Marketing implication: For Gen Z, the most important moments often happen in vertical video, not in the original longform asset. Campaigns that are planned with those moments in mind from the beginning are more likely to spread organically.
4. Elevating Professionals and Parasocial Relationships
Historically, the “stars” in Dancing With the Stars were the celebrities. Recent coverage, however, points out that the professional dancers have become the emotional center of the show, with large social followings and ongoing storylines that extend beyond a single season. (Glamour)
Gen Z viewers follow:
- The arcs of individual pros across seasons
- Friendships and relationships that continue off air
- Personal content on Instagram and TikTok, which deepens parasocial ties
This dynamic aligns with how younger audiences engage with media more broadly: they form attachments to specific people rather than to a network or time slot.
Marketing implication: In brand terms, this is employee and creators storytelling.
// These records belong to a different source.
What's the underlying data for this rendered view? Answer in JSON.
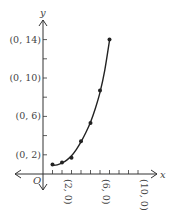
{
  "chart_data": {
    "type": "scatter",
    "title": "",
    "xlabel": "x",
    "ylabel": "y",
    "origin_label": "O",
    "xlim": [
      -3,
      12
    ],
    "ylim": [
      -1.7,
      16
    ],
    "grid": false,
    "legend": null,
    "x_ticks": [
      1,
      2,
      3,
      4,
      5,
      6,
      7,
      8,
      9,
      10
    ],
    "y_ticks": [
      2,
      4,
      6,
      8,
      10,
      12,
      14
    ],
    "x_tick_labels": [
      {
        "value": 2,
        "label": "(2, 0)"
      },
      {
        "value": 6,
        "label": "(6, 0)"
      },
      {
        "value": 10,
        "label": "(10, 0)"
      }
    ],
    "y_tick_labels": [
      {
        "value": 2,
        "label": "(0, 2)"
      },
      {
        "value": 6,
        "label": "(0, 6)"
      },
      {
        "value": 10,
        "label": "(0, 10)"
      },
      {
        "value": 14,
        "label": "(0, 14)"
      }
    ],
    "series": [
      {
        "name": "data points",
        "type": "scatter",
        "points": [
          [
            1,
            1.0
          ],
          [
            2,
            1.2
          ],
          [
            3,
            1.7
          ],
          [
            4,
            3.4
          ],
          [
            5,
            5.3
          ],
          [
            6,
            8.7
          ],
          [
            7,
            14.0
          ]
        ]
      },
      {
        "name": "fitted curve",
        "type": "line",
        "points": [
          [
            1,
            0.9
          ],
          [
            1.5,
            0.95
          ],
          [
            2,
            1.15
          ],
          [
            2.5,
            1.45
          ],
          [
            3,
            1.9
          ],
          [
            3.5,
            2.55
          ],
          [
            4,
            3.35
          ],
          [
            4.5,
            4.3
          ],
          [
            5,
            5.4
          ],
          [
            5.5,
            6.8
          ],
          [
            6,
            8.5
          ],
          [
            6.5,
            10.8
          ],
          [
            7,
            13.9
          ]
        ]
      }
    ],
    "colors": {
      "ink": "#333333",
      "background": "#ffffff"
    }
  }
}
Allowing recurring human “characters” to carry a long term narrative can be more compelling than relying only on campaign based messaging.
6. Lessons for Legacy Brands Targeting Gen Z
Taken together, the evolution of Dancing With the Stars offers several practical lessons:
- Modernize access before you reinvent the product.
Strategic use of streaming and on demand platforms can refresh an older property without discarding what loyal audiences value. - Cast people your target audience already cares about.
Socialnative talent, younger professionals, and digital creators can bridge the gap between a legacy brand and Gen Z culture. - Design for social from the outset.
Plan episodes, events, or campaigns with specific short form “moments” in mind, rather than treating clips as leftover material. - Center real people, not just branding.
Pros, employees, advocates, and creators can serve as ongoing anchors for engagement, especially when their stories continue across platforms. - Build interaction into the core experience.
Voting, polls, Q&A sessions, and other participatory mechanisms turn audiences into active stakeholders rather than passive viewers.
In a media landscape where younger viewers have endless options, Dancing With the Stars shows that a longrunning format can still feel current—if it is willing to adapt its distribution, casting, and engagement strategy to how Gen Z actually discovers and experiences content.